Reputation: 845
I have a bit of jquery that is submitting a email sign up form for me. Everything works fine when the user clicks the button, but when the hit enter it seems the form is trying to submit through the html not through the jquery and you get taken to where the form should post. I have tried using .submit instead of .click but that didnt seem to work
$('#email-signup-button').click(function () {
var email = $('#email-address').val();
// Check to see if field is blank
if (email.length < 1) {
errorLog += ('Please provide an email address.');
errorCount++;
}
// If field is email address, check w/ regex
if (email.match(emailRegex) == null) {
if (errorCount == 0) {
errorLog += ('Email address is invalid.\nPlease verify.');
errorCount++;
}
}
if (errorCount > 0) {
alert(errorLog);
errorCount = 0;
errorLog = "";
}
else {
$.post("/Home/AddEmail", { emailAddress: email });
alert('Thank you for signing up!');
$('#email-address').val("");
$('#email-signup').hide();
$('.lb_overlay').hide();
}
return false;
});
}
<div id="email-signup">
<h2>
Content Phrase
</h2>
<div class="email-deals-close-button">
</div>
<p>
More Content</p>
<form action="/Home/AddEmail" class="clearfix" method="post">
<p class="sign-up">
<label class="placeholder" for="email-address">
[email protected]</label>
<input type="text" id="email-address" name="email-address" value="" />
</p>
<button id="email-signup-button" type="button" class="green-action-button">
Submit</button>
</form>
</div>
Upvotes: 1
Views: 1369
Reputation: 4522
You have your button type set to button. If you want to bind to a submit event, you need your button to be an input and its type to be type="submit"
.
Upvotes: 2
Reputation: 14776
Is e-mail signup button the submit button (i. e. type="submit
) for your form? If not, it should be for this to work. If you don't want it to be, you can set an event on the window capturing enter and direct it to that button's click event:
$(window).bind('keypress', function(e){
if ( $( e.originalTarget ).is( ':input' ) && e.keyCode == 13 ) {
$(#email-signup-button").click();
e.preventDefault();
}
});
Also a place to look is to potential name conflict errors that supposedly cause confusing problems:
Forms and their child elements should not use input names or ids that conflict with properties of a form, such as submit, length, or method. Name conflicts can cause confusing failures. For a complete list of rules and to check your markup for these problems, see DOMLint.

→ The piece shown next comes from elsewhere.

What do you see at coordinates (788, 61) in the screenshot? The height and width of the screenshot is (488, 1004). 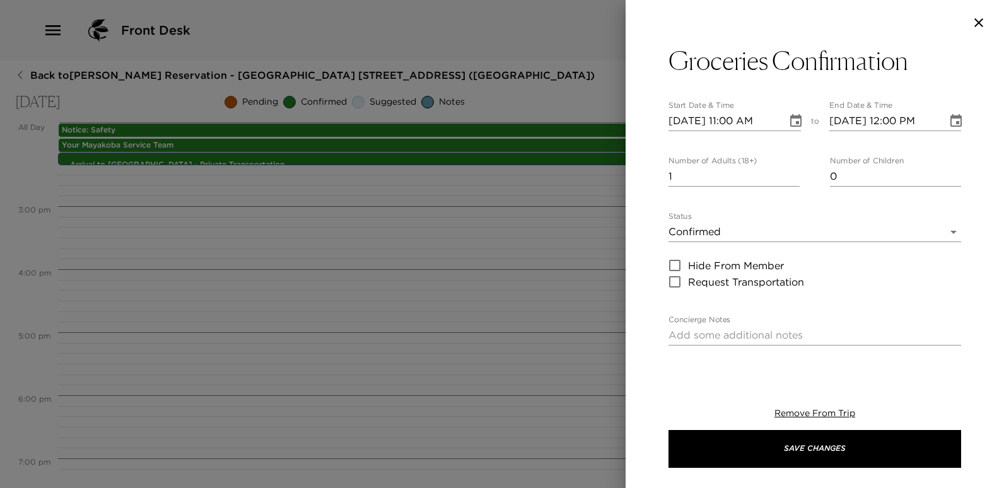 I see `h3: Groceries Confirmation` at bounding box center [788, 61].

Ideally find whatever is causing submit not to work and use that.
Upvotes: 1
Reputation: 3175
Do this:
$("form").submit(function(e){
e.preventDefault();return false;
});
Upvotes: 0
Reputation: 18125
You can bind to the form's submit event instead.
$('#myForm').submit(function(){ /* do stuff */ });
Upvotes: 0
Reputation: 298562
Prevent the submit from happening:
$('#your_form_id').submit(function() {
return false;
});
Upvotes: 0
Reputation: 103155
You should attach to the submit event of the form itself rather than the click of the button.